Pine Needle vs Storm Cloud
Where Pine Needle belongs to Dulux's range, Storm Cloud is a Sherwin-Williams color. Pine Needle reads as green, while Storm Cloud reads as blue-grey — two distinct hue families, not close cousins. Storm Cloud (LRV 23) reflects noticeably more light than Pine Needle (LRV 7), a difference of 16 points that becomes especially apparent in rooms with limited natural light. Pine Needle runs cool while Storm Cloud is decidedly neutral, which means they'll respond very differently to warm vs cool light sources. With a ΔE of 30.5, the contrast is hard to miss. These aren't variations on a theme — they're two different answers to the same question. Below you'll find 3 real-room photo comparisons where both colors appear side by side, plus 5 simulated room previews.
Pine Needle vs Storm Cloud in Real Spaces
3 real rooms side by side. Seeing Pine Needle and Storm Cloud in actual rooms makes the difference concrete; browse the spaces below to get a feel for how each color lives on a wall.
Living Room
In a living room, color works across both daylight and evening light — the same wall can read very differently at noon and at 8pm. The LRV gap is large enough that Storm Cloud will make the room feel meaningfully brighter than Pine Needle would.
Bedroom
The context that matters most in a bedroom is how a color reads under a bedside lamp at night, not under noon daylight. Storm Cloud reflects noticeably more light off the walls, making the space read more open than Pine Needle.
Bathroom
Bathrooms are one of the few spaces where you're genuinely enclosed by the paint color, which makes the choice between these two more consequential. Storm Cloud reflects noticeably more light off the walls, making the space read more open than Pine Needle.
Color Details
Pine Needle vs Storm Cloud Simulated Comparison
5 simulated room previews — drag the slider on each to see Pine Needle on one side and Storm Cloud on the other.
Digital color is approximate. These simulations are generated from the manufacturer's hex values and overlaid on grayscale room photos — your screen's calibration, brightness, and viewing angle all affect how they render. Before committing to either color, test physical samples in your own space under the light you actually live with.
More Pine Needle comparisons
See how Pine Needle stacks up against other well-photographed colors across different brands and tones.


Though the entries contain pictures, the copy you make should hold only the rest, exactly as written.

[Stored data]
------------------------
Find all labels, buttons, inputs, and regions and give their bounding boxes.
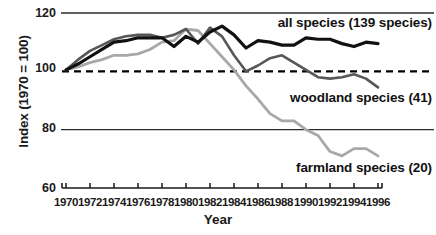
chart-container: Index (1970 = 100) Year 120 100 80 60 19… [0, 0, 436, 235]
y-tick-label-60: 60 [22, 181, 56, 195]
series-label-all-species: all species (139 species) [278, 15, 432, 30]
x-tick-label-1996: 1996 [361, 196, 395, 208]
x-axis-title: Year [0, 212, 436, 227]
y-tick-label-120: 120 [22, 6, 56, 20]
series-line-all [66, 26, 378, 70]
series-label-farmland-species: farmland species (20) [296, 160, 432, 175]
y-tick-label-80: 80 [22, 121, 56, 135]
series-label-woodland-species: woodland species (41) [290, 90, 432, 105]
y-axis-title: Index (1970 = 100) [16, 7, 31, 177]
y-tick-label-100: 100 [22, 61, 56, 75]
------------------------
Exercise output:
Find all labels, buttons, inputs, and regions and give their bounding boxes.
chart-container: Index (1970 = 100) Year 120 100 80 60 19… [0, 0, 436, 235]
y-tick-label-60: 60 [22, 181, 56, 195]
series-label-all-species: all species (139 species) [278, 15, 432, 30]
x-tick-label-1996: 1996 [361, 196, 395, 208]
x-axis-title: Year [0, 212, 436, 227]
y-tick-label-120: 120 [22, 6, 56, 20]
series-line-all [66, 26, 378, 70]
series-label-farmland-species: farmland species (20) [296, 160, 432, 175]
y-tick-label-80: 80 [22, 121, 56, 135]
series-label-woodland-species: woodland species (41) [290, 90, 432, 105]
y-axis-title: Index (1970 = 100) [16, 7, 31, 177]
y-tick-label-100: 100 [22, 61, 56, 75]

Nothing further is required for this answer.